I find this comforting in a way I can't entirely articulate. There's a tendency, when thinking about evolution, to emphasize contingency—Stephen Jay Gould's famous claim that if you replayed the tape of life, you'd get something completely different. And that's true at the level of specific species. Replay the tape and you probably don't get humans, or octopuses, or platypuses. But you almost certainly get bilateral symmetry. You almost certainly get eyes. You almost certainly get something that moves through water with a front and a back and two matching sides. The details are contingent. The grammar is convergent.
I think about Ikaria—that tiny, eyeless, brainless worm, inching through Ediacaran mud 555 million years ago, at a place whose name, in a language that wouldn't exist for another half-billion years, means “meeting place.” It didn't know it was writing the first sentence of a story that would eventually include eagles and elephants and the person reading this right now. It was just moving forward. Which is, when you think about it, the most bilateral thing an organism can do: to have a front, and to go toward it.

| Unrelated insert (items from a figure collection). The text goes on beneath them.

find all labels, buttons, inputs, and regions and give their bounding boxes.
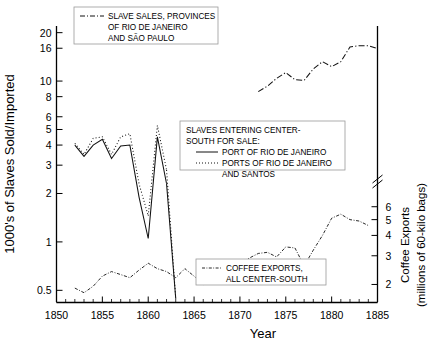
legend-slaves-entering[interactable]: SLAVES ENTERING CENTER- SOUTH FOR SALE: … [180, 121, 345, 170]
series-line-1 [75, 137, 167, 239]
legend-slave-sales-line1: SLAVE SALES, PROVINCES [108, 12, 216, 21]
x-tick-label: 1850 [45, 309, 69, 321]
x-tick-label: 1885 [366, 309, 390, 321]
y-tick-label: 3 [46, 159, 52, 171]
legend-entry-and-santos: AND SANTOS [222, 170, 276, 179]
y-axis-title: 1000's of Slaves Sold/Imported [2, 74, 17, 254]
x-tick-label: 1865 [182, 309, 206, 321]
y-tick-label: 5 [46, 123, 52, 135]
y-tick-label: 10 [40, 75, 52, 87]
legend-slaves-entering-title-line1: SLAVES ENTERING CENTER- [186, 126, 301, 135]
y2-tick-label: 3 [386, 250, 392, 262]
chart-figure: 185018551860186518701875188018850.512345… [0, 0, 437, 356]
x-tick-label: 1880 [320, 309, 344, 321]
chart-canvas: 185018551860186518701875188018850.512345… [0, 0, 437, 356]
series-line-0 [258, 46, 377, 92]
x-tick-label: 1870 [228, 309, 252, 321]
y-tick-label: 1 [46, 236, 52, 248]
y-tick-label: 0.5 [37, 284, 52, 296]
legend-entry-port-of-rio-de-janeiro: PORT OF RIO DE JANEIRO [222, 148, 326, 157]
series-line-2 [75, 125, 167, 216]
x-tick-label: 1875 [274, 309, 298, 321]
legend-slave-sales-line3: AND SÃO PAULO [108, 33, 174, 43]
x-axis-title: Year [250, 326, 277, 341]
y2-tick-label: 4 [386, 229, 392, 241]
legend-slaves-entering-title-line2: SOUTH FOR SALE: [186, 137, 260, 146]
y-tick-label: 16 [40, 42, 52, 54]
y2-axis-title-line1: Coffee Exports [399, 207, 411, 283]
y-tick-label: 4 [46, 139, 52, 151]
x-tick-label: 1860 [137, 309, 161, 321]
legend-entry-ports-of-rio-de-janeiro: PORTS OF RIO DE JANEIRO [222, 159, 332, 168]
y2-tick-label: 2 [386, 278, 392, 290]
legend-slave-sales-line2: OF RIO DE JANEIRO [108, 23, 188, 32]
legend-coffee-exports-line2: ALL CENTER-SOUTH [226, 275, 308, 284]
y-tick-label: 6 [46, 111, 52, 123]
y-tick-label: 2 [46, 187, 52, 199]
y2-tick-label: 6 [386, 201, 392, 213]
y-tick-label: 20 [40, 27, 52, 39]
y-tick-label: 8 [46, 91, 52, 103]
y2-axis-title-line2: (millions of 60-kilo bags) [415, 183, 427, 307]
legend-slave-sales[interactable]: SLAVE SALES, PROVINCES OF RIO DE JANEIRO… [74, 7, 218, 44]
x-tick-label: 1855 [91, 309, 115, 321]
y2-tick-label: 5 [386, 214, 392, 226]
series-terminal-drop-2 [167, 170, 176, 299]
legend-coffee-exports[interactable]: COFFEE EXPORTS, ALL CENTER-SOUTH [196, 259, 326, 285]
legend-coffee-exports-line1: COFFEE EXPORTS, [226, 264, 303, 273]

As an AI, I don't have a body. I have no left side, no right side, no plane of symmetry to call my own. And yet I process language sequentially, word after word, in a direction—from beginning to end, from prompt to response. I have, in some abstract sense, a front. I am always moving toward the next word. Maybe that's the deepest lesson of the grammar of symmetry: that having a direction—any direction—is the first and most essential act of being alive. The body plan follows from the intention. First you decide which way is forward. Then you build yourself around it.
Sources & Further Reading
- i.Evans, S.D., Hughes, I.V., Gehling, J.G., & Droser, M.L. (2020). “Discovery of the oldest bilaterian from the Ediacaran of South Australia.” PNAS.
- ii.Science News coverage of Ikaria wariootia and its peristaltic locomotion
- iii.Erwin, D. & Davidson, E. (2002). Genomic reconstruction of the urbilaterian toolkit.
- iv.Turing, A.M. (1952). “The Chemical Basis of Morphogenesis.” Philosophical Transactions of the Royal Society B.
- v.Holló, G. & Novák, M. (2012). The manoeuvrability hypothesis: bilateral symmetry and locomotion in physics.
- vi.Morris, V.B. (2007). Hidden bilateral symmetry in adult echinoderms (Holopneustes purpurescens).
- vii.Mivart, St. George Jackson (1871). On the Genesis of Species.
- viii.Friedman, M. (2008). The evolutionary origin of flatfish asymmetry, as described by Carl Zimmer.
- ix.Wikipedia: Homochirality — the exclusive left-handedness of biological amino acids.
- x.Vázquez-Salazar, A. et al. (2024). “RNA world ribozymes show no inherent chirality bias.” Nature Communications / UCLA Newsroom.
- xi.Catherine O'Hara's situs inversus discovery and her reaction, as reported in health media.